Leicester astronomers are well-known for their work in x-ray astronomy, and for developing novel instruments for space satellites that can both detect image x-rays from space objects such as an active galactic nuclei or supernovae. The team led by Fraser and John Lees has supplied high-resolution cameras to several space projects which include NASA?s spacecraft Chandra observatory and the forthcoming Advanced X-ray Astrophysics Facility (AXAF).
The camera is a large, square detector, 10 centimetres across with a resolution down to 25 micrometre. ?Its key elements are microchannel plates (MCP) meant for collecting photons of light and convert them into an amplified electrical signal,? explained Fraser. The device looked like an array of thin glass tubes originally developed for capturing gamma-, x- or ultraviolet rays emitted from distant bodies most accurately.
?MCPs can detect fast electrons quite efficiently,? said Fraser. ?So in a moment of epiphany we?d decided to try out the device to monitor a new type of radiotherapy treatment in cancer.? It was an idea of imaging structures on a dramatically different scale ? millimetres rather than light-years.

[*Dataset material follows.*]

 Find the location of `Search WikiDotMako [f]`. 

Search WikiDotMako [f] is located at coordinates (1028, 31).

The therapy, called radioimmunotherapy, involves designing antibodies that can carry therapeutic radiation to cancer cells. The drug ?tagged? or labelled with a radioactive isotope emitts high-energy electrons which kills cancer cells, protecting the healthy ones from its toxic effects. This approach is being used to treat cancer in bladder, breast or ovary. ?The current imaging techniques are not sensitive enough to detect small tumours accurately ? so as to tell whether the radiotherapy technique is working properly,? said Fraser. Besides, making a print of the tumour with an x-ray film and the resulting exposures are very long ? sometimes it can take more than a couple of months. In their first experiment the Leicester team used the MCP detector to image a thin tissue section of a mouse, labelled with a radioactive carbon. The tissue had already been injected with a drug. In just two hours the MCP snapped an image showing clearly how the drug had recahed the oesophagus, liver or gut.
To assess the performance of the technique in human cancer patients Leicester scientists collaborated with the Queen?s Medical Centre in Nottingham. The detector, called the Beta 2000 digital autoradiography system, has been offering a considerable improvement in making cancer therapy more effective.

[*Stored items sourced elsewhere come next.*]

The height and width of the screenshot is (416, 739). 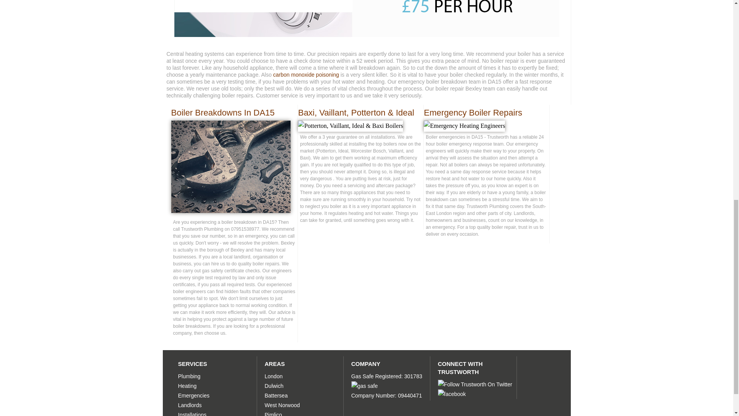 What do you see at coordinates (192, 413) in the screenshot?
I see `Installations` at bounding box center [192, 413].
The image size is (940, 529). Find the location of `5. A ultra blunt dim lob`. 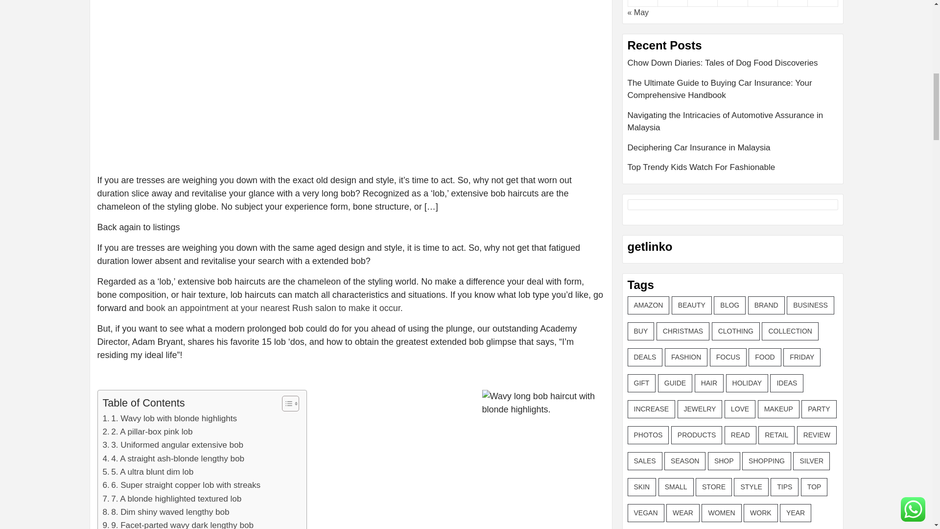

?Basically we are trying to bridge the chasm between physics and bilogy,? said Fraser. ?Fundamental physics has already spawned revolutionary diagnostic techniques like MRI and PET scanners. Our bioimaging efforts simply continues this trend.?
Leicester space researchers are currently trying to use another astronomical device called charge-coupled detectors (CCD)s ? a standard component for space telescopes ? to see if their technology can improvethe process of identifying DNA samples. A standard way of DNA identification ?tags? a particular sample with a chemical that fluoresces in ultraviolet light. ?Our technique helps detect fluoroscent labels more efficiently enabling better identification of defective genes,? said Fraser.